Belle Line
Jessica Ahrens
Her smeared porcelain face haunts me when I am immobile, and she does not need to strain a socket to have me in her grasp. The once rosy tint on her cheeks has since faded, and the crack where Mother had dropped her spreads like mint roots, cruel to tame others in the garden. Aureate flowers close their petal hearts as if the sky has blackened, and a thorn prickle lets out a sly whistle as the earth moans.
When her face falls, it swallows me into the void where I am alone, just as she was. The space is starless and cold, not even oxygen to keep me company in breath. She wants me to know how she felt.
There is not a sound, but the message whispers clear—and then I wake and she is watching me from the shoebox tucked away in the attic, woven over by the eight-legged silk runners. She can see through the floorboards and knows what I am.
I part my lips, and trails of air are coaxed down my lungs, reminding me that I still live. In this hollow home, where only crickets roam, and the full moon of the night observes my plight. Her stitched smile must be so vilely contorted, as if a needle is plotting to cut a hole and tie a ribbon to bind us together, signed by fate. Yet, she is no longer my only friend.
My fingers crawl to the chantilly lace hemmed-on satin that has kept me company over all the years, which now clings to the sweet skin of my company for the night. The woven texture abrades my papillary ridges as they trail to meet hers, then her resting, soft visage. Her face is as kind when her eyes are shut and a daisy snore escapes with each rise of her chest, as when she is dispersing nature’s stars in a single blow—auxiliary of the meadow willing the legacy of the dandelion’s glow. It does her well, given she is set to inherit her family’s apothecary store at any of the rising suns and moons.
She was there when mine was thrust into my hands, broad tombstone still and cold beneath my pounding palms. And, she was there with a comfrey salve to tend to the shallow wounds, us two in the manor as we are now.
The crows would find it peculiar that twelve moon cycles have lapsed, and she lies in my bed again, chiffon draped in frills. Yet, we stand the same, dear friends, but nothing more. The walls are stiffening, and she belongs among the forest’s breeze. I am not sure where to be besides the tile floors. The same blood that settled the ceiling that keeps the pattering rain from falling on my head flows in my veins, and out every month.
When I return from the lavatory, my feet chilled from the ground, my dear Agoseris is seated on the edge of the canopy. Her eyes are bright, but bleary, a doe calling her back to her sugared plum dreams.
“What are you doing awake, Camilla?” I ask.
“I could ask the same of you, Aveline.”
I take my place beside her and brush a loose strand back to her flaxen crown. She could rule my heart with a single spark. Her parched voice spreads dry timber and grass with twisted sticks.
“A nightmare—you know how they are.”
Of course she does. It was why she had admonished that I needed more than my sadness in rest. She takes my hand with hers, especially warm.
“You should have woken me.”
“It seems I already did so.”
She sighs and takes me in her arms. Her breasts weigh against my own, and I sink into the plush comfort. Camilla croons a songbird’s tune, the same one that we used to bellow in the fields with young limbs inventing new tricks for which to sing.
I am an artist pulled with string tension and electronic repulsion to the brink of instability, though I argue that's where invention begins. All reactions start with a collision, whether artificially simulated or biological, including as you read this right now! Words are my favorite medium. I experiment, distill, boil, broil, and toil even when I am not in the lab.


Across these entries, work out how many lines carry the string "with", and give only that number.

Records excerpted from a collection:
☆ ☆ ☆ ☆ ☆

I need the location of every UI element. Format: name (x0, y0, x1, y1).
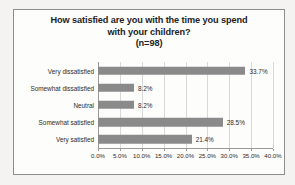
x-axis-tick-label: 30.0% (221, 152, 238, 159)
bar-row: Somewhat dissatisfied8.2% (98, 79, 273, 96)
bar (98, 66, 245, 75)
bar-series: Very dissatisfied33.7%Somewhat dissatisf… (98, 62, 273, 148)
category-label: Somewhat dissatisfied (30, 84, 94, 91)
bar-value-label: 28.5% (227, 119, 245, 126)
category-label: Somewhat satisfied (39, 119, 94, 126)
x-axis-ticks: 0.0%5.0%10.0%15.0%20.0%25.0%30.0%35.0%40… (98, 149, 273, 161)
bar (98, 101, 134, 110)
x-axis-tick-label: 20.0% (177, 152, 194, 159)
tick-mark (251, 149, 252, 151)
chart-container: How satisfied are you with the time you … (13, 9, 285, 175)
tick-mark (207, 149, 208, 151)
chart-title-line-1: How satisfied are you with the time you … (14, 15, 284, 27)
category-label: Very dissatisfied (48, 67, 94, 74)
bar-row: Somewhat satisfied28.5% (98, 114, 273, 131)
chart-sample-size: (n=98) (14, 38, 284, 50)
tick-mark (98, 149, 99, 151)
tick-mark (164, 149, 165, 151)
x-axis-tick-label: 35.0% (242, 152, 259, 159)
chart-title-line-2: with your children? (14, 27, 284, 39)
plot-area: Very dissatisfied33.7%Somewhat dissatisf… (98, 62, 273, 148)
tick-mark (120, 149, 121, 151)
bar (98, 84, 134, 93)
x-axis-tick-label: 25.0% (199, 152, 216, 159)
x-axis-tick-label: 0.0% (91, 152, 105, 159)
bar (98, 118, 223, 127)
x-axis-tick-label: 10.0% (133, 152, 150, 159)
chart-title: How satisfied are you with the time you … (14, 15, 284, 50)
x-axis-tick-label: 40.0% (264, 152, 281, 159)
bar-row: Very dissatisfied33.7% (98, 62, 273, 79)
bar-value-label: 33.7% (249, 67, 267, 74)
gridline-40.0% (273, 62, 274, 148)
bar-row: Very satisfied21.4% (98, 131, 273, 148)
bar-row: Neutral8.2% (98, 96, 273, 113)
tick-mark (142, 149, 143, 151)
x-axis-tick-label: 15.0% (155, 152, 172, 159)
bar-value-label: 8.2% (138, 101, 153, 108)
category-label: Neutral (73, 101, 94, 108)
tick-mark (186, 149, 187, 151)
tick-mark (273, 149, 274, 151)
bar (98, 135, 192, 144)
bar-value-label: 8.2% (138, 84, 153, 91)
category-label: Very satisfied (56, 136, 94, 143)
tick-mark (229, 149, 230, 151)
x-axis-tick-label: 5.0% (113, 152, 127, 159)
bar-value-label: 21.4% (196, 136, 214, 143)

☆ ☆ ☆ ☆ ☆

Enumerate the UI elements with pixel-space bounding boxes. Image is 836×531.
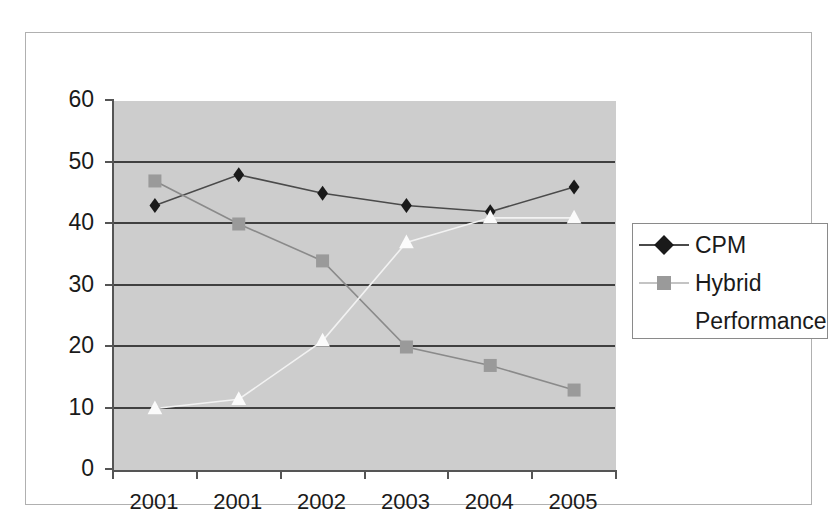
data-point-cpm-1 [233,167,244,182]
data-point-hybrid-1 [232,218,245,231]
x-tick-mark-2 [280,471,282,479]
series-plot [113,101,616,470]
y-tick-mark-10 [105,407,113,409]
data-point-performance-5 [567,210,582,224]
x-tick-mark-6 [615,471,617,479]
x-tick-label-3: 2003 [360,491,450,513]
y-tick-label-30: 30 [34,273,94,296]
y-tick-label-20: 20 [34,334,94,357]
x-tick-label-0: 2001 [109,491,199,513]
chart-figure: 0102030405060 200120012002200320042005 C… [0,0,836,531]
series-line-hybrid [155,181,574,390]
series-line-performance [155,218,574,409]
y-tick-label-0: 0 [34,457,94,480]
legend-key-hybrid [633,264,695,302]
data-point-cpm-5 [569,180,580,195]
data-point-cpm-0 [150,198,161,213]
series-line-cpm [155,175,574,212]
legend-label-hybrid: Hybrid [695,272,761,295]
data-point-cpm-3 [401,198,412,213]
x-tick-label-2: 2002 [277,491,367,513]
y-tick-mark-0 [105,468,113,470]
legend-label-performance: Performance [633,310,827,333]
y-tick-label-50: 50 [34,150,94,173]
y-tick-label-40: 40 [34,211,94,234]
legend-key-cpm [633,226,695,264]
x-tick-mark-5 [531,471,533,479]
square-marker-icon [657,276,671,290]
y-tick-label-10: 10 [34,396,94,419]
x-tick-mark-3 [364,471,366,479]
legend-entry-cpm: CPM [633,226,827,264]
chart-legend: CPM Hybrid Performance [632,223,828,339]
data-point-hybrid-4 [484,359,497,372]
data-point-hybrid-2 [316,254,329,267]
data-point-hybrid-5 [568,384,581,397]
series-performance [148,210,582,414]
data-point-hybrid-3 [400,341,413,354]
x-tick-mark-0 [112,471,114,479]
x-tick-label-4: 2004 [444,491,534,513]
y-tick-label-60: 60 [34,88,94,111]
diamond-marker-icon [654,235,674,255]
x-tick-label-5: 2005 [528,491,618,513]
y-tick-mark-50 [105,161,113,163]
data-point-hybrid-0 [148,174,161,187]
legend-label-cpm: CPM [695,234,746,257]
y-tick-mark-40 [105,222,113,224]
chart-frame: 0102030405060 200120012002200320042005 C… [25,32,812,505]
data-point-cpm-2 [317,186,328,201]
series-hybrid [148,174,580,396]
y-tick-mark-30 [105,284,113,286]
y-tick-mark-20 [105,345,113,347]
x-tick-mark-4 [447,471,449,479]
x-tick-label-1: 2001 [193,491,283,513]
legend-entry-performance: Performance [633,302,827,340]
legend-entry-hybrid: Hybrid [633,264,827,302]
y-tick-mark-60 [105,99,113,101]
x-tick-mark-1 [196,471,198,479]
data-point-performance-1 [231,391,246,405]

☆ ☆ ☆ ☆ ☆

## Answer box:
5